I will die in Paris in a downpour
a day which I can already remember.
I will die in Paris—and I don’t budge—
Maybe a Thursday, like today, in autumn.
– Cesar Vallejo, “Black Stone on a White Stone”
@JC: Thanks!
@MR: Nice one, thanks.
@AN: Yes, how could I forget the fateful chamois hunter? You may be right about the intertext, at least for the 1908 part of the story, though Pound was reading as much Dante as Byron then, if not more. I don’t know enough about Smith to know how well Byron’s Manfred fits him. It’s a very different portrait than Dante gives, though he does tip his cap at least this once:
@HG: Yes, but he died on a Friday in spring! Perhaps it was raining, though.
As we say in America, Bobby, Never Forget.
@ HG : minus point. Nevertheless am fascinated by this idea. & the related schema, in which the inevitability & perfection of a poem seems to turn its sources & forerunners into prophecies. I think it’s called “transumption”.
Proleptic.
The text is proleptic but the literary strategy – I mean proleptic by design (somehow) – is called transumption, no?

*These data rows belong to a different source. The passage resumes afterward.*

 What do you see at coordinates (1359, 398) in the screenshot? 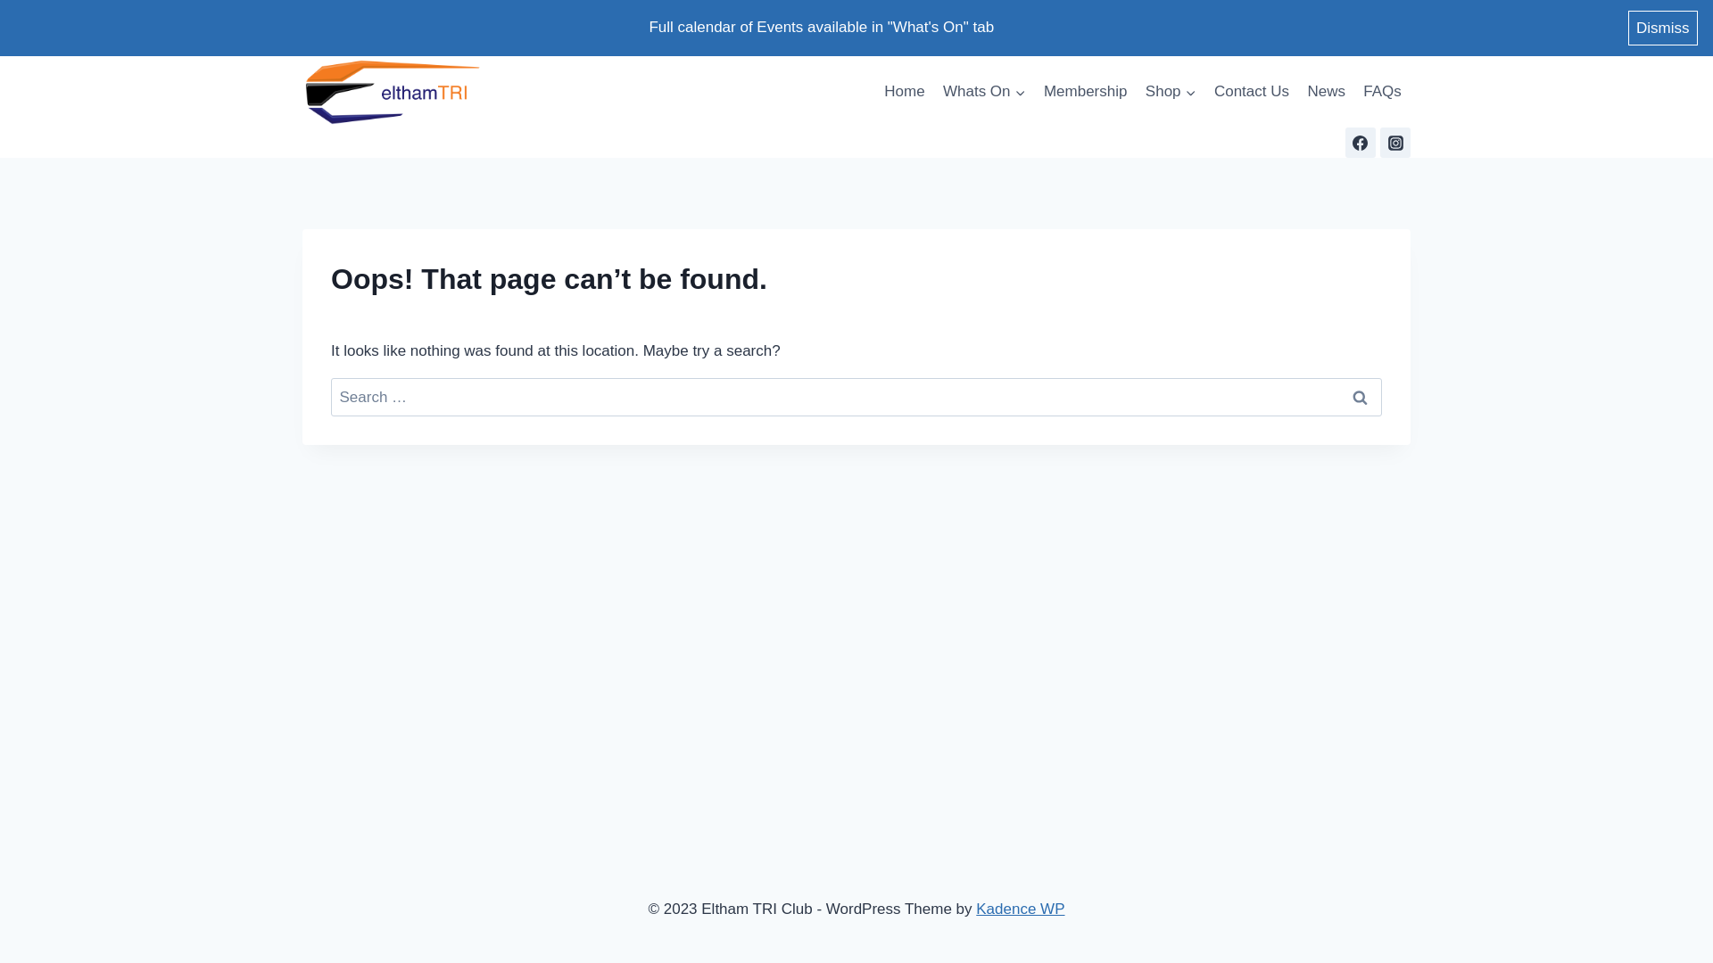
I see `Search` at bounding box center [1359, 398].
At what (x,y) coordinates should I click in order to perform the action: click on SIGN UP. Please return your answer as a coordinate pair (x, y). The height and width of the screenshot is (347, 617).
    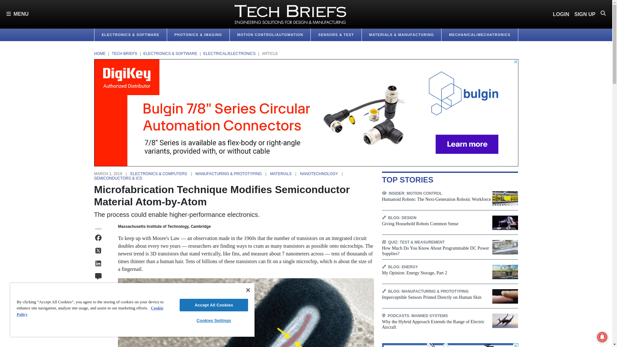
    Looking at the image, I should click on (585, 14).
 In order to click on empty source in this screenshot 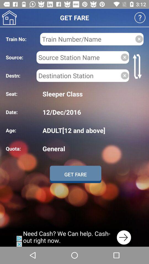, I will do `click(124, 57)`.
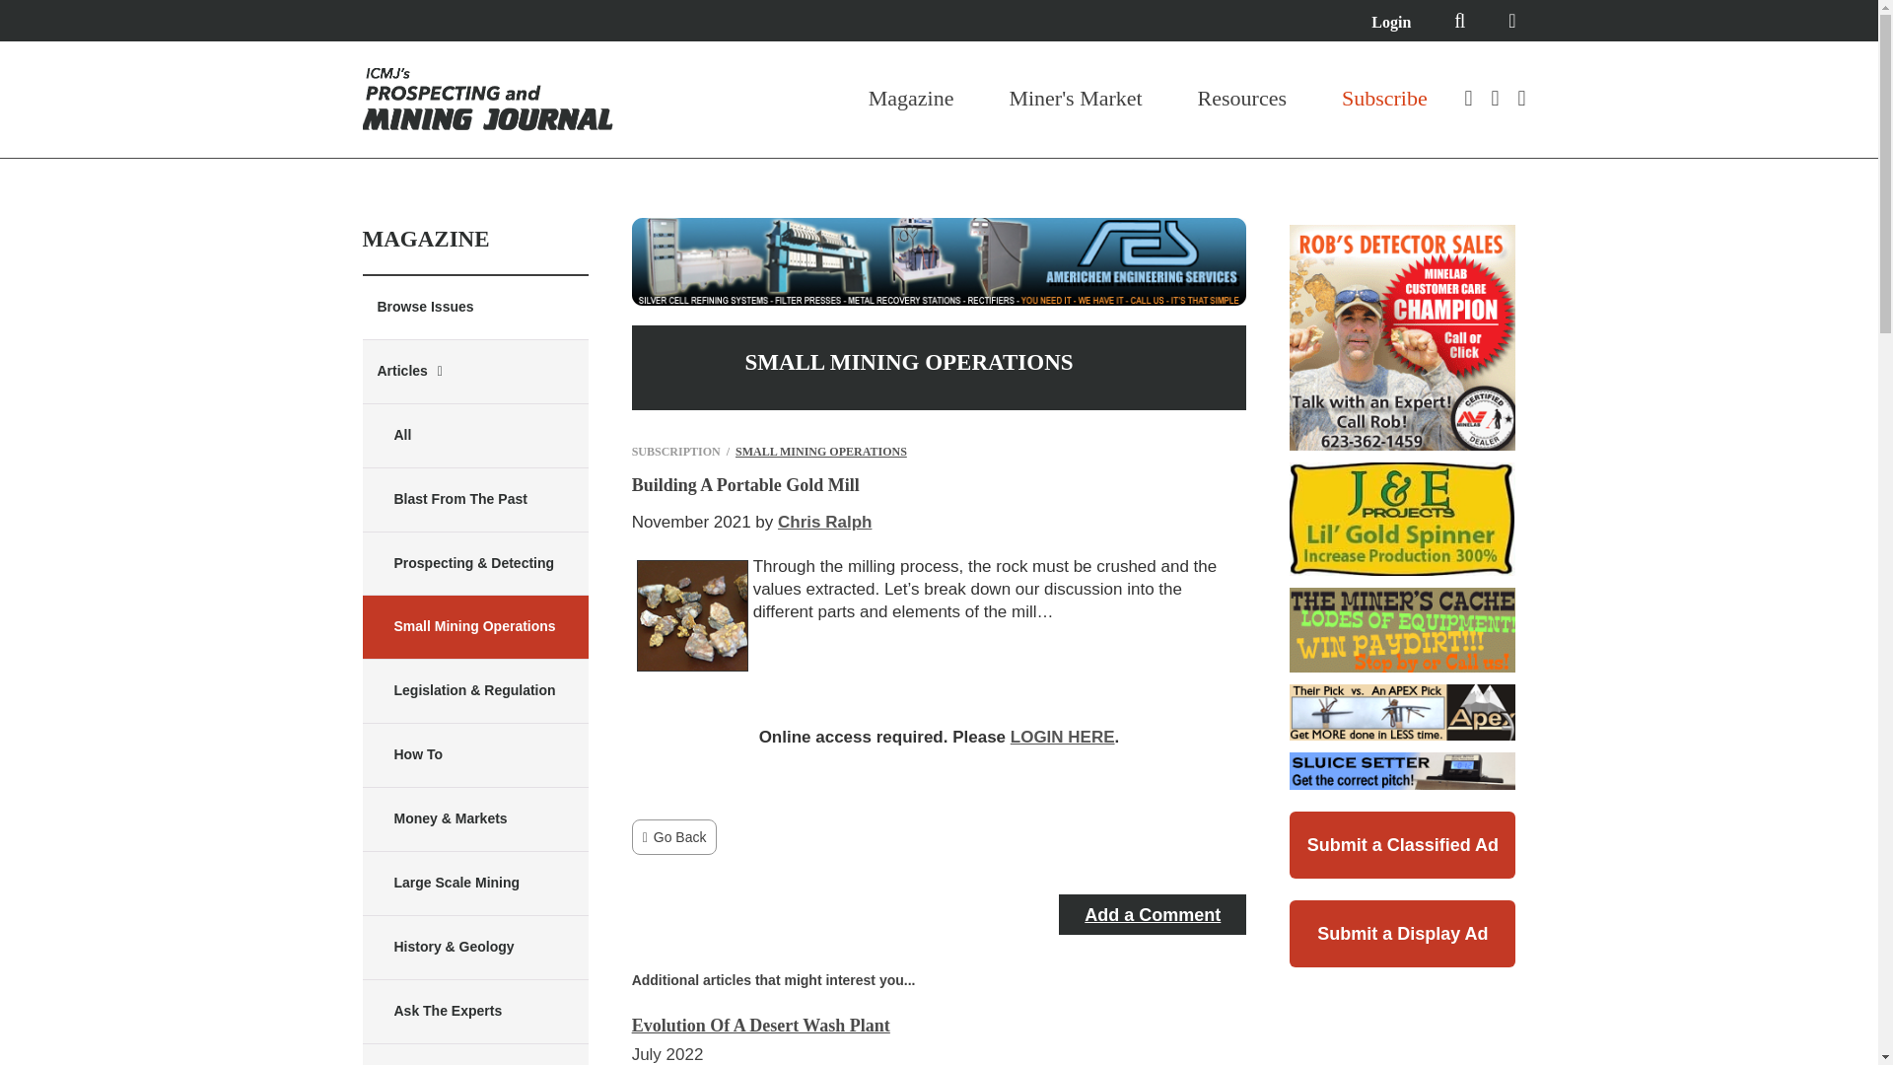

I don’t think so. Transumption, aka, metalepsis, is about association and allusion. I think the -epsis you want is pro- .
Actually, I’m not sure prolepsis is what I mean. I should have clarified what I DO mean… what I mean is a kind of allusive style which by echoing & at the same time hiding or erasing an earlier text, gives an impression of PRIORITY or absolute originality… AS IF the latter text anachronistically precedes the former. Prolepsis is explicitly such; but transumption doesn’t baldly (or illogically) make an actual claim of precedence; it IMPLIES it through a sort of allusive superiority.
This probably filtered down to me at some point from H. Bloom on Milton :
http://books.google.com/books?id=ke3zSPSDkA4C&pg=PA96&lpg=PA96&dq=transumption+milton+paradise+lost&source=bl&ots=dgC0OWEAfO&sig=mRqWsNycGPCYYTJAGphw9kyTULc&hl=en&ei=LhqZS6_hFYeXtgeU_5mwCQ&sa=X&oi=book_result&ct=result&resnum=7&ved=0CCIQ6AEwBg#v=onepage&q=transumption%20milton%20paradise%20lost&f=false
p.s. But there has been certainly some controversy over the Bloomian “transumption” of the term transumption.
& I suppose it STILL sounds like prolepsis to you. Maybe it is. I’m having a hard time describing it. Imagine Relativity Theory (physics) applied to the specific gravity of a literary work. It doesn’t claim TEMPORAL priority per se; rather, by way of allusive absorption, it clusters prior texts into its orbit, it makes them subsidiary to its light; it turns them into prophecies of itself.